Plot
Feeling outdated, Santa Claus allows Death to trade masks with him, Santa representing understanding, Death representing knowledge, or Science. Santa Claus, now a Scientist, makes people believe in the fictional wheelmine and the power of Science. Later, Death, masked as Santa, runs into the real Santa, who is yelling about an accident that occurred at the wheelmine. Death explains that wheelmines, nor people, really exist and then goes on to say that the only way Santa can avoid the angry citizens is to prove that he does not exist.
The people enter, disillusioned by Science, and blame Santa for the accident. A child in the crowd claims that what the mob calls Science is actually Santa Claus, and because the mob does not believe in Santa Claus, he does not exist. To thank Death for his advice, Santa gives up his body. The child returns and notices the change in Santa and they both admit that they are searching for someone they lost.
In the final scene, the woman enters, weeping about how the world has lost all the love due to knowledge. She sees Santa as Death and thinks he is the real Death and she admits that she looks forward to dying. The mob enters to announce the death of Science and the child, Santa, and the woman reunite. Santa takes off the Death mask and they realize the power of love between them.
Read more about this topic: Santa Claus: A Morality
Famous quotes containing the word plot:
“After I discovered the real life of mothers bore little resemblance to the plot outlined in most of the books and articles Id read, I started relying on the expert advice of other mothersespecially those with sons a few years older than mine. This great body of knowledge is essentially an oral history, because anyone engaged in motherhood on a daily basis has no time to write an advice book about it.”
—Mary Kay Blakely (20th century)
“Jamess great gift, of course, was his ability to tell a plot in shimmering detail with such delicacy of treatment and such fine aloofnessthat is, reluctance to engage in any direct grappling with what, in the play or story, had actually taken placeMthat his listeners often did not, in the end, know what had, to put it in another way, gone on.”
—James Thurber (18941961)
“We have defined a story as a narrative of events arranged in their time-sequence. A plot is also a narrative of events, the emphasis falling on causality. The king died and then the queen died is a story. The king died, and then the queen died of grief is a plot. The time sequence is preserved, but the sense of causality overshadows it.”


*Aim of the task*: Copy each entry below verbatim. Skip the pictures.

[Items listed in a dataset]
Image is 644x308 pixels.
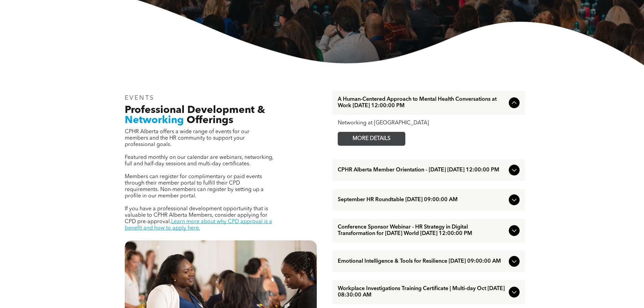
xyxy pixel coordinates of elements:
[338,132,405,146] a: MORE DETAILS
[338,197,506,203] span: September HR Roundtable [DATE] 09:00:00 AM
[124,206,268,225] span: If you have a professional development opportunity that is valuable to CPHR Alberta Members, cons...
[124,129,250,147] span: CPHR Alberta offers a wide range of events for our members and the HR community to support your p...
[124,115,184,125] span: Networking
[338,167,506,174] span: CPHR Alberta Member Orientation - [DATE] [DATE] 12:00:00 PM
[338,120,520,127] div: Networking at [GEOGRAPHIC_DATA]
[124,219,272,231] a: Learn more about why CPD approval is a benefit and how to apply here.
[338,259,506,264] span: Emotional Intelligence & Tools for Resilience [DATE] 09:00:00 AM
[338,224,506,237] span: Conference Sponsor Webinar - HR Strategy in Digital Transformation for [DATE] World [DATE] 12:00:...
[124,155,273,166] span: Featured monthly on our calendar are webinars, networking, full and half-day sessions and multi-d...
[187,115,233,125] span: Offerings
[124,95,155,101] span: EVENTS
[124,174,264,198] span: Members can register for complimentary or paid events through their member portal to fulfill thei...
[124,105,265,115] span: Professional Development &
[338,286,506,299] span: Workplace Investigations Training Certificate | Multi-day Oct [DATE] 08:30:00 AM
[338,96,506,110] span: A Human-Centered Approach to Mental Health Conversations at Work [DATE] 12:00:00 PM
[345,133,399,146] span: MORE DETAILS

*Task solution*:
Image is 644x308 pixels.
xyxy pixel coordinates of elements:
[338,132,405,146] a: MORE DETAILS
[338,197,506,203] span: September HR Roundtable [DATE] 09:00:00 AM
[124,206,268,225] span: If you have a professional development opportunity that is valuable to CPHR Alberta Members, cons...
[124,129,250,147] span: CPHR Alberta offers a wide range of events for our members and the HR community to support your p...
[124,115,184,125] span: Networking
[338,167,506,174] span: CPHR Alberta Member Orientation - [DATE] [DATE] 12:00:00 PM
[338,120,520,127] div: Networking at [GEOGRAPHIC_DATA]
[124,219,272,231] a: Learn more about why CPD approval is a benefit and how to apply here.
[338,259,506,264] span: Emotional Intelligence & Tools for Resilience [DATE] 09:00:00 AM
[338,224,506,237] span: Conference Sponsor Webinar - HR Strategy in Digital Transformation for [DATE] World [DATE] 12:00:...
[124,155,273,166] span: Featured monthly on our calendar are webinars, networking, full and half-day sessions and multi-d...
[187,115,233,125] span: Offerings
[124,95,155,101] span: EVENTS
[124,174,264,198] span: Members can register for complimentary or paid events through their member portal to fulfill thei...
[124,105,265,115] span: Professional Development &
[338,286,506,299] span: Workplace Investigations Training Certificate | Multi-day Oct [DATE] 08:30:00 AM
[338,96,506,110] span: A Human-Centered Approach to Mental Health Conversations at Work [DATE] 12:00:00 PM
[345,133,399,146] span: MORE DETAILS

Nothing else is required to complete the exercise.